While Wall Street settled a little on Monday, there’s still a question mark over the future of US financial markets raised by the rollercoaster mayhem in share, bond and currency markets this month. The cause is obvious. Donald Trump’s April 2 “Liberation Day” ignited a massive burst of volatility, with his subsequent pauses and exemptions generating wild movements in all the markets.

The sharemarket initially plunged before the 90-day pause in “Trump’s reciprocal” tariffs saw a steep, albeit partial, bounceback. Bond yields spiked at a rate not seen since the earliest days of the pandemic in 2020 before subsiding slightly on Monday in response to the decision to exempt, for the moment, electronics from the tariffs. Donald Trump’s tariff policies have set off a massive burst of volatility.
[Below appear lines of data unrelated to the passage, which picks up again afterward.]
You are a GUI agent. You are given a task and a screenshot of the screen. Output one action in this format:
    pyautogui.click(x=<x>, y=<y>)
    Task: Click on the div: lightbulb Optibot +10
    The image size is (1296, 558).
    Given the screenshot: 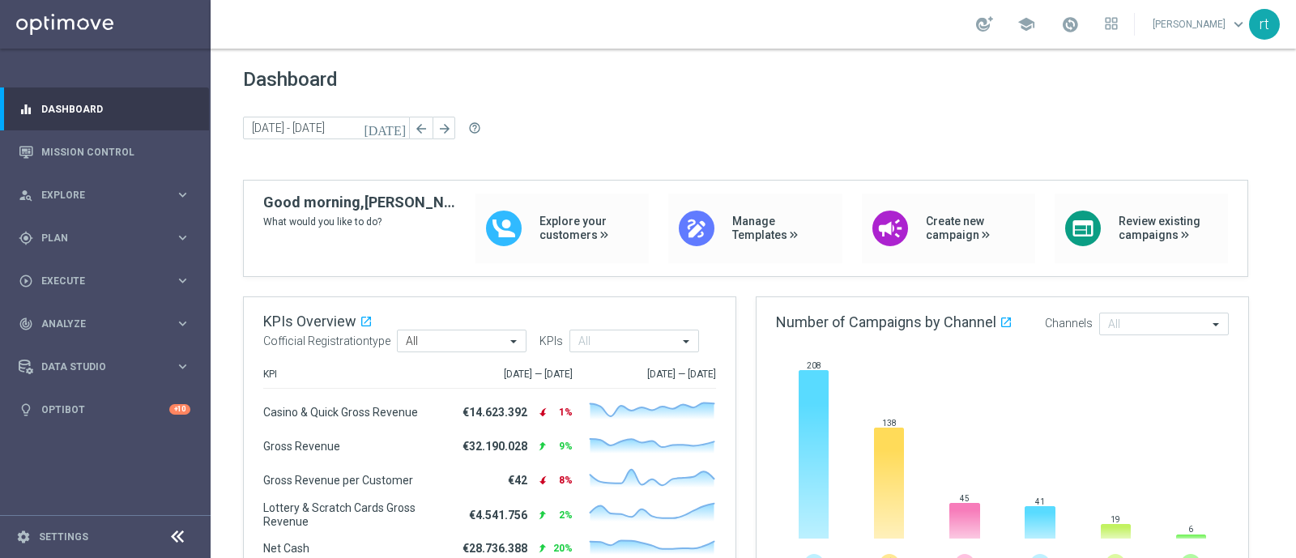 What is the action you would take?
    pyautogui.click(x=104, y=410)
Credit: Bloomberg The US dollar has been sliding against the trade-weighted basket of its (former?) major trading partners’ currencies since April 2. Indeed, after a “Trump bump” in the period between last year’s US election and Trump’s inauguration, it has been sliding all year, but the decline accelerated after the package of universal and “reciprocal” tariffs was unveiled. Loading It is highly unusual – it has only been seen during financial crises in the past – for US share prices, bond yields and the dollar to fall simultaneously.

Normally, there is an inverse relationship between share prices and yields, and the dollar and yields usually strengthen in times of stress. That’s where their “safe haven” status has been demonstrated in the past. It would seem, as the post-mortems on what occurred over the past fortnight roll in, that the US flirted with a financial crisis during the most intense period of selling in the immediate wake of the tariffs announcements but didn’t get close to the levels of stress seen in March 2020, when the US Federal Reserve Board threw a kitchen sink of measures at the markets to avoid a complete meltdown of the system.